None of them is married. They have no children of their own. Nobody is older than 25, except for their commandant, Mehdi, who is 36. He has fought in Syria for ten years. Before that he fought in Iraq. His parents died during the second Intifada. They burned alive in their car. Set on fire by a mob of settlers in the West Bank. Mehdi’s sister was five at the time. She was covered in burns and survived for a week. Suffering intensely the whole time. Mehdi remembers standing next to her at the hospital. She was howling in pain the whole time. He watched her die.

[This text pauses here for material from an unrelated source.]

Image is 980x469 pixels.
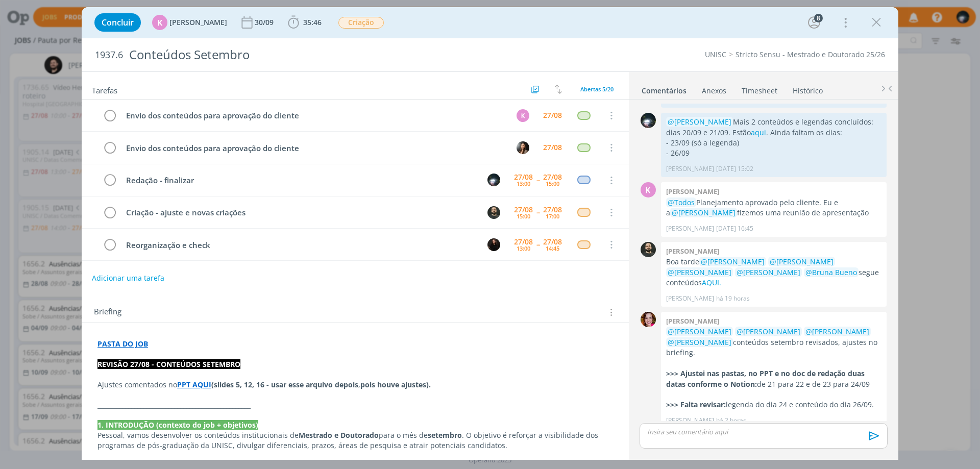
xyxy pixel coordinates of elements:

He heard a nurse say: ‘I have never wished so hard for someone’s merciful death.’
He asks Hassan: ‘Did you see any tanks?’
‘They have tanks alright. They’re making the earth shake. They’re driving around aimlessly for very short distances. I think they’re actually scared and clueless as to what to do with them.’
‘How many did you spot?’
‘At least three. They’re behind the mosque. They can’t roll into the city proper, because there is too much rubble. They have no use for them, they’re just using them to intimidate. They’ve taken aim at some apartment blocks, but I think they’re low on ammunition.’

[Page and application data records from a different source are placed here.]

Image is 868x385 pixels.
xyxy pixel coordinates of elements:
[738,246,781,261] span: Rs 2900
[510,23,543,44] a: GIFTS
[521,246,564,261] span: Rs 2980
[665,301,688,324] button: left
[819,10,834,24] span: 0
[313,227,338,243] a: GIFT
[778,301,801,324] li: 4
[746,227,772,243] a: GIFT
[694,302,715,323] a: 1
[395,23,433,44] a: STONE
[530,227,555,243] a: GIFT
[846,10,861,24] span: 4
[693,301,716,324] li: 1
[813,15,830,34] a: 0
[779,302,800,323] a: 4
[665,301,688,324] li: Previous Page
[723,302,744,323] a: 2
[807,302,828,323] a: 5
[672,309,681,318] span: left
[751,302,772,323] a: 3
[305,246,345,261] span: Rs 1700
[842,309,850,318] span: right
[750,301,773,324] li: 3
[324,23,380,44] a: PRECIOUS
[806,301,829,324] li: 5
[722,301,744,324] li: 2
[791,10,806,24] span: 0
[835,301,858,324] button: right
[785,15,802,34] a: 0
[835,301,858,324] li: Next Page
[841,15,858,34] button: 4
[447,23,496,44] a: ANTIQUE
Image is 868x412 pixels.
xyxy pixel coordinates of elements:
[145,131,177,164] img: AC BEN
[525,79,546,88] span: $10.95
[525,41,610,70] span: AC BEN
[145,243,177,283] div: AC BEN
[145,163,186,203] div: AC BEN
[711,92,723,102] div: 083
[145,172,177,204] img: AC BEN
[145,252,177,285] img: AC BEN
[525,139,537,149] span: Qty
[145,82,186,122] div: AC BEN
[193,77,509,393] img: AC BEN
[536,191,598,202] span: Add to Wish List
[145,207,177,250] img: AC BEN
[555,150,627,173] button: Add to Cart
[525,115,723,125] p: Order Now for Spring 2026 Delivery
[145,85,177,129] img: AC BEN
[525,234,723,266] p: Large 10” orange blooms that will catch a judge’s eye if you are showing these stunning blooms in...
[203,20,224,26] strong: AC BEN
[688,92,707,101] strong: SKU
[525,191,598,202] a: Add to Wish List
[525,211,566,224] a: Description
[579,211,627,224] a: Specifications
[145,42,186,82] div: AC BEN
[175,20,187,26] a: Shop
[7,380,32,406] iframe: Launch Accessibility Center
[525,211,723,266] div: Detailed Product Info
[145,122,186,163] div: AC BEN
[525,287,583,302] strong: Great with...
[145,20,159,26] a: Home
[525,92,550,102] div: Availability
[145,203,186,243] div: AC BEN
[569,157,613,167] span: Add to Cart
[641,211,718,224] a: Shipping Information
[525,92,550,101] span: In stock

‘So now they’re sniping kids to make us move above ground’, says Mehdi.
‘We can’t sit here and do nothing’, says one of the other men.

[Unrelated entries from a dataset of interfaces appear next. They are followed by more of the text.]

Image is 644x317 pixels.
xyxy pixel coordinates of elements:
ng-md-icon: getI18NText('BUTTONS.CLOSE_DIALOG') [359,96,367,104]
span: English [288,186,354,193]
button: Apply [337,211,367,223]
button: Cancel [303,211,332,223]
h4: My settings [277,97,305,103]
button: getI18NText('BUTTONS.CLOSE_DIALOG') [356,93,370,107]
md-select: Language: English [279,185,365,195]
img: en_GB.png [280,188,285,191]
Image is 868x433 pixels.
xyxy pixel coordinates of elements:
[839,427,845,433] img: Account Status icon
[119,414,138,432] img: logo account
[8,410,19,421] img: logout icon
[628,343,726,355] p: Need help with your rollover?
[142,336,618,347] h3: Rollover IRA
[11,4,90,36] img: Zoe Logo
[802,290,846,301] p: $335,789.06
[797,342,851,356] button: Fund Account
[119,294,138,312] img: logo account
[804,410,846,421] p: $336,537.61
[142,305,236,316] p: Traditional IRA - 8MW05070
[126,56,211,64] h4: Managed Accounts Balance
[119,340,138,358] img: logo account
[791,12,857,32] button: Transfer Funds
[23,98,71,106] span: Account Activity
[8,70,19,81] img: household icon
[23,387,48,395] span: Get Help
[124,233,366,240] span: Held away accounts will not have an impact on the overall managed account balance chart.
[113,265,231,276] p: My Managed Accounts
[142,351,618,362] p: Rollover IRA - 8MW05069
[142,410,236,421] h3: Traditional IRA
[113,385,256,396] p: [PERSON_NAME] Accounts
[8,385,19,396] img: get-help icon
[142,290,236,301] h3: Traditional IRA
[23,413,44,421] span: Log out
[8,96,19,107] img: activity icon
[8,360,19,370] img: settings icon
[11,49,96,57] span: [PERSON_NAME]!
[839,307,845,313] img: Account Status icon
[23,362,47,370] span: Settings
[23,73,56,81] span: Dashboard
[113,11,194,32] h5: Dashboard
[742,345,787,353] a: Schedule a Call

‘Let’s not play into their hand’, cautions Mehdi.
Hassan says the sniper, after the boy was already down, shot off the fingers of the little kid to make it even harder for people to resist running towards him.
The men jump up and ask Mehdi to lead them out.
‘And do what right now? That’s exactly what they want us to do. It’s never smart to do what you know your enemy wants you to do. That boy isn’t helped by us going on a suicide mission. We’re not some Himmelfahrtskommando.’
Mehdi likes to throw in some German once in a while. It makes his blood run faster. He hopes it has the same effect on his men.
The men insist to go out and charge the mosque. They are not cowards. If they do it fast they will have the advantage of surprise.
‘You won’t have any advantage whatsoever. Right now all eyes are on the approaches of the mosque. You stick your head out of this tunnel and not only do you give away our position, you will have your head blown off clean less than two minutes later. I guarantee you that. Even these losers couldn’t miss you. How does that help the boy?’
He can see the men are still not convinced. So he looks them straight into the eye, one and after the other, and asks each one, as he grabs them hard by both shoulders:
‘Do you want to kill these pigs?’
When they say yes he tells them he can’t hear them.
He keeps screaming: ‘Do you want to kill these pigs?’ until they scream back ‘yes’ as loud as him.
‘We move out at night’, says Mehdi. ‘Sharpen your spades. Spades are excellent weapons in a brawl. The Russians used spades in Stalingrad too.’
They have these short spades which are excellent for digging trenches. You can lie down with them and still do some good digging. You can slash down hard. They don’t make a sound and they’ll cut into your shoulder like butter and crack open your rib cage.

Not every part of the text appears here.